Soil preference: Free-draining
Aspect: Sun
Season of interest: Summer
Height and spread: Variable to 1m × 30cm (3ft 3in × 1ft)
Companion plants: Developed largely as competition blooms or cut flowers. Larger varieties are hard to place in mixed plantings; newer smaller kinds make attractive groups in a late summer border, among hybrid dahlias, perennial asters or taller phloxes.
Agapanthus (deciduous hybrids)
African Lily, Nile Lily Tender or marginally hardy bulb-bearing perennials
Deep green, shiny, strap-shaped leaves form dense clumps among which, in late summer, tall stems emerge, bearing at their tips short-stalked umbels of many six-petalled flowers in shades of blue or white. Varieties, whose leaves die right down in winter. Free-flowering kinds include the deep blue ‘Midnight Star’, ‘Jack’s Blue’, and ‘Loch Hope’ and ‘Bressingham White’.
Soil preference: Any well-drained
Aspect: Sun
Season of interest: Summer
Height and spread: Up to 1.2m × 75cm (4ft × 2ft 6in)
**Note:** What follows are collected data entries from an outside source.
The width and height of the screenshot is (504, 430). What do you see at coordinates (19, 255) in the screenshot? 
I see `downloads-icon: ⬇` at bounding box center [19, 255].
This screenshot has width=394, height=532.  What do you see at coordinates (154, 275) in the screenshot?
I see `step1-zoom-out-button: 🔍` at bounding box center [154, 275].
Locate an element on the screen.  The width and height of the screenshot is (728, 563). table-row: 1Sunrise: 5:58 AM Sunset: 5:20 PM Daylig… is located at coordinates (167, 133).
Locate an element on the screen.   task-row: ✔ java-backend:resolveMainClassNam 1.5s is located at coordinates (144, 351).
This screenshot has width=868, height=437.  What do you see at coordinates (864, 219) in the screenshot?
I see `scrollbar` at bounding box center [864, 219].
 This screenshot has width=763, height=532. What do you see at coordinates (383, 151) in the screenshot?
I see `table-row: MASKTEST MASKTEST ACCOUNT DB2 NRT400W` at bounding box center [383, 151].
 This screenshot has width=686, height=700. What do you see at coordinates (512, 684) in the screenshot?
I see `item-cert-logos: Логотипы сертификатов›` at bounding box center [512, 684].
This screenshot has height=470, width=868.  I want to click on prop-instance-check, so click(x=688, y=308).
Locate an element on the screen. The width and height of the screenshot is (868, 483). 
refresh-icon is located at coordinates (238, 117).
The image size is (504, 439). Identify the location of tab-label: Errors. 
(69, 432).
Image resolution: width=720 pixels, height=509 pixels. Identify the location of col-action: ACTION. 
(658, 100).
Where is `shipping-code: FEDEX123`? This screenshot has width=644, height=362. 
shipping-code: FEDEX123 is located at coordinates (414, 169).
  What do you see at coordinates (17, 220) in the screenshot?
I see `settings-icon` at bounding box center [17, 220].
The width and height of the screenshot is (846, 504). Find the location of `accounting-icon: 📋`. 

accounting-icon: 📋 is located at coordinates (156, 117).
Companion plants: Good in containers, or in mixed herbaceous plantings among such late summer flowers as phloxes and asters, or to contrast with hot-coloured daisies such as rudbeckias, heleniums or coreopsis.
Bulbs for autumn
Colchicum speciosum
Autumn Crocus, Naked Ladies, Naked Boys Hardy bulb
Crocus-shaped flowers emerge directly from the ground at the end of summer, disappearing completely after blooming. In spring, glossy foliage appears and forms a bold clump, with seed heads carried at the base of the leaf. Flower colours are typically lilac or mauve, with pale petal bases, but C. speciosum ‘Album’ has soft white flowers.
Soil preference: Any free-draining
Aspect: Sun or part shade
Season of interest: Late summer, early autumn
Height and spread: Flowers to 20cm (8in), foliage 45cm (1ft 6in)
Companion plants: One to site where the coarse spring leaves will not be troublesome. Lovely naturalized in grass or in a border with softly coloured late perennials including aster and Sedum spectabile and dainty flowered hardy fuchsias.
Amaryllis belladonna
Belladonna Lily, Jersey Lily Near hardy bulb
Thick stems emerge naked from the ground in early autumn rapidly extending until the plump buds at their ends have opened to reveal a cluster of large pink flowers with white centres. The strap-like leaves follow in spring and summer. Bulbs flower best when congested and when baked in summer sun.
Soil preference: Free-draining
Aspect: Sun, very hot and dry
Season of interest: Autumn
Height and spread: 60cm × 15cm (2ft × 6in)
Companion plants: The flowers come as a delightful surprise, in autumn and are beautiful among Mediterranean shrubs such as French lavenders and silver, feathery artemisias.
Crocus speciosus
True Autumn Crocus Hardy corm-bearing perennial
Slender, wineglass-shaped flowers emerge, without foliage, in autumn, followed, in late winter, by the grassy leaves. The violet blue flowers are marked with darker pencil veining and have showy, orange stigmas. Slow to establish but superb in large numbers.